‘Blonde on Blonde’ at 50: Celebrating Bob Dylan’s Greatest Masterpiece
Happy 50th birthday to Blonde on Blonde, the most mysterious, majestic and seductive of Bob Dylan albums – not to mention the greatest. Recorded fast with Nashville session cats who were used to grinding out country hits, Blonde on Blonde has a slick studio polish that makes it sound totally unlike any of his other albums, with sparkling piano frills and a soulful shitkicker groove. Yet the glossy surface just makes the songs more haunting. Released on May 16th, 1966, Blonde on Blonde remains the pinnacle of Dylan’s genius – he never sounded lonelier than in “Visions of Johanna,” funnier than in “I Want You,” more desperate than in “Stuck Inside of Mobile With the Memphis Blues Again.” It’s his most expansive music, with nothing that resembles a folk song – just the rock & roll laments of a vanishing American, the doomed outsider who’s given up on ever belonging anywhere. “I don’t consider myself outside of anything,” Dylan said when the album came out. “I just consider myself not around.”
Blonde on Blonde is full of that “not around” chill – Dylan mixes up the Texas medicine and the railroad gin for a whole album of high-lonesome late-night dread, blues hallucinations and his bitchiest wit. Still only 24, writing songs and touring the world at a wired lunatic pace that would come crashing to a halt in a couple of months, Dylan was on a historic roll, dropping this double-vinyl epic just 14 months after going electric with Bringing It All Back Home in March 1965 and Highway 61 Revisited in August. He was moving too fast for anyone to keep up, and writing masterpieces faster than he could release them. Yet Blonde on Blonde still feels like it came out of nowhere, with a sound he never attempted again, and neither Dylan nor the rest of the world has ever quite figured out how it happened. As organist Al Kooper put it, “Nobody has ever captured the sound of 3 a.m. better than that album. Nobody, even Sinatra, gets it as good.”
If you want to argue that Blonde on Blonde isn’t as perfect as Highway 61 Revisited or Bringing It All Back Home, you may have a point. It’s a wide-ranging double album with some lightweights on Side Three and one profoundly annoying novelty song – which happens to be the leadoff track and hit single. “Rainy Day Women #12 & 35,” man – it’s like if the Beatles decided to begin Revolver with “Ob-La-Di, Ob-La-Da” or “Hello Goodbye.” But it’s his greatest album anyway, creating a sustained 68-minute spell unlike any other listening experience in rock & roll. Hearing Blonde on Blonde puts you in the position of the night watchman who clicks his flashlight at all the losers and freaks and neon madmen and wonders if it’s him or them that’s insane. In these songs, it’s probably both.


# Description of the task
Tally the lines below that hold the string "part", and report the tally by itself.

[Records from a dataset]

-----

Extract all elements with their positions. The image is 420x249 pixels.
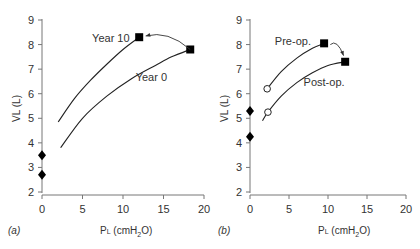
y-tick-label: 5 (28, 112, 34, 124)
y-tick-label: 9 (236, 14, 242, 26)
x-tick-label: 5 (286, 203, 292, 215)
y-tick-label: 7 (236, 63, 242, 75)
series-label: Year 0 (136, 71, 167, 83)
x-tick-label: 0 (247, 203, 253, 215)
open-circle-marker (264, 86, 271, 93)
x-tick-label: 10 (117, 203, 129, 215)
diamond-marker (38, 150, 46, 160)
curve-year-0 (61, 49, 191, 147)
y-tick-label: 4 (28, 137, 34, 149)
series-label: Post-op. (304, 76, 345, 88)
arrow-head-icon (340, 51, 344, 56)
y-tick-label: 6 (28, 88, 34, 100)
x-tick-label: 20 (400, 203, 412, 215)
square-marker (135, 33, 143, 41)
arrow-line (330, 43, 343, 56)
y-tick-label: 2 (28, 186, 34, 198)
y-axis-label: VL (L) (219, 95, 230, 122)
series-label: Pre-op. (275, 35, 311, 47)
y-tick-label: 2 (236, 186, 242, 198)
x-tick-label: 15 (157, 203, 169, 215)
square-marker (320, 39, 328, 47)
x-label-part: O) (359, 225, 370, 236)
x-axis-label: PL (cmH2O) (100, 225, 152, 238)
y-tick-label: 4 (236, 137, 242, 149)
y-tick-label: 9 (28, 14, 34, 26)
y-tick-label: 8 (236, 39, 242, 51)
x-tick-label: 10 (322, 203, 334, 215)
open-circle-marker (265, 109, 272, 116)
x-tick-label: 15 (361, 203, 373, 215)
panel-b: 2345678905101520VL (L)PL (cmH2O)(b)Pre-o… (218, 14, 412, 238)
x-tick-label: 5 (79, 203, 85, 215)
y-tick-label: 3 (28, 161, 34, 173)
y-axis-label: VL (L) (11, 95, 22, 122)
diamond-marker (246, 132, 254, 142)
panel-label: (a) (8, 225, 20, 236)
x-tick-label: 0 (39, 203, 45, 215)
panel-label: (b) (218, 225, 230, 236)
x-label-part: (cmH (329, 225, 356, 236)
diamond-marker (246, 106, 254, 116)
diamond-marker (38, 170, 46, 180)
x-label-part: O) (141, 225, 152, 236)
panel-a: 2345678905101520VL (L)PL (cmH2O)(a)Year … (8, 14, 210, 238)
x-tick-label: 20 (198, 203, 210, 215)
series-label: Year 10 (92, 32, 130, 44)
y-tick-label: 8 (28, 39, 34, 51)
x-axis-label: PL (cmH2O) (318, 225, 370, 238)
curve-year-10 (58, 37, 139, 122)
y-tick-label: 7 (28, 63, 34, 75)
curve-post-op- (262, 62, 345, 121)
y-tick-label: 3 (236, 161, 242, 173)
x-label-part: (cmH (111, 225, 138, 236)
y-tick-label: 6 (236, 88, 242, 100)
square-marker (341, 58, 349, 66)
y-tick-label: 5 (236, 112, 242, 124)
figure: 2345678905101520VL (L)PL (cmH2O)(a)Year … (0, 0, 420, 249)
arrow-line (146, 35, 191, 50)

-----

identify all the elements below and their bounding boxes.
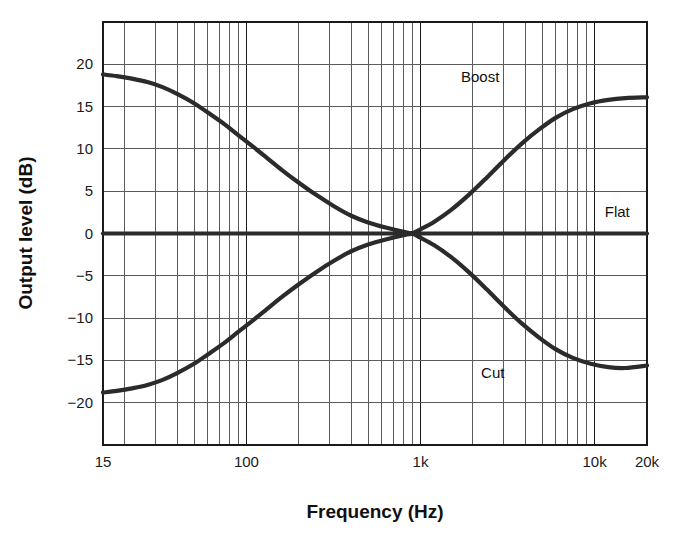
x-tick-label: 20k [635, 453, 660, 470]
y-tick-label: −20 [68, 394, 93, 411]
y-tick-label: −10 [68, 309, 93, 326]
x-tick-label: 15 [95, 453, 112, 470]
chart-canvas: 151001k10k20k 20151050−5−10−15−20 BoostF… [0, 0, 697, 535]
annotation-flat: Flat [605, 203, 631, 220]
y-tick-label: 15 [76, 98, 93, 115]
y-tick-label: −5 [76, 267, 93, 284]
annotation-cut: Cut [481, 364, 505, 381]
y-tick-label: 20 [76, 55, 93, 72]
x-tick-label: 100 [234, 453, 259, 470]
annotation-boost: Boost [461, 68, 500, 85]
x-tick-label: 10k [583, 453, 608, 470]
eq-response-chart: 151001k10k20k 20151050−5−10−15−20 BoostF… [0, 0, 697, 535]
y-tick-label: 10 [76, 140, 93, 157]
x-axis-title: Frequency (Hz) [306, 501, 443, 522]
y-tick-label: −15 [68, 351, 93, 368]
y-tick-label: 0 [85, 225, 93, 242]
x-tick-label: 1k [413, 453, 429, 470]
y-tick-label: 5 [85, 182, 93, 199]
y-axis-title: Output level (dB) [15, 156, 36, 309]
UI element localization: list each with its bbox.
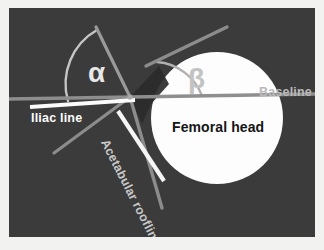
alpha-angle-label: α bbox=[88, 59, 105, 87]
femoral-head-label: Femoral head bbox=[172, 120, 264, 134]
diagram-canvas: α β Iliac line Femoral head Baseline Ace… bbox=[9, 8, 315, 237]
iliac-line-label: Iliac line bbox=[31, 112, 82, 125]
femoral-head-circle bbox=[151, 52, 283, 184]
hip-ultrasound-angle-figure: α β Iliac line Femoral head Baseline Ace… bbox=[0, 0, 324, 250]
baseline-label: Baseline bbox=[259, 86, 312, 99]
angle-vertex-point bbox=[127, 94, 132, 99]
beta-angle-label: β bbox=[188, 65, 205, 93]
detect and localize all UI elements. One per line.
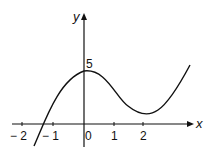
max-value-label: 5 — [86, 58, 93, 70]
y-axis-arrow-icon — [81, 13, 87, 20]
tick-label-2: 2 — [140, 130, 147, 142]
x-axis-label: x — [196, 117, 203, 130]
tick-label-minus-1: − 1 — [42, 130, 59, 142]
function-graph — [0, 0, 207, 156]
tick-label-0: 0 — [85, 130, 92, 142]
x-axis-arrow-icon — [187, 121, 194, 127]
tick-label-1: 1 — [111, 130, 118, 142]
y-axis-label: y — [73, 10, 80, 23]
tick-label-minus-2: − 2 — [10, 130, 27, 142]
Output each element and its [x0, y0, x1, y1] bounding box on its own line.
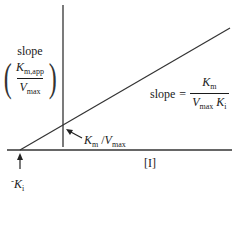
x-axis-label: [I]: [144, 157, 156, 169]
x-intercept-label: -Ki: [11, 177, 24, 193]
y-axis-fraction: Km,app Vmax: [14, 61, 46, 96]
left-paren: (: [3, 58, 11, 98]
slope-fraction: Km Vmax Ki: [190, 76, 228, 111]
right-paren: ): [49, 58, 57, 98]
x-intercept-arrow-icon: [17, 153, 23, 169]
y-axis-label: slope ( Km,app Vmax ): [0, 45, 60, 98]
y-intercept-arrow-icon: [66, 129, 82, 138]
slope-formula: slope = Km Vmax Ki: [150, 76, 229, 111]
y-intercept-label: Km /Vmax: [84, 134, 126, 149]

-----

# Your solution
4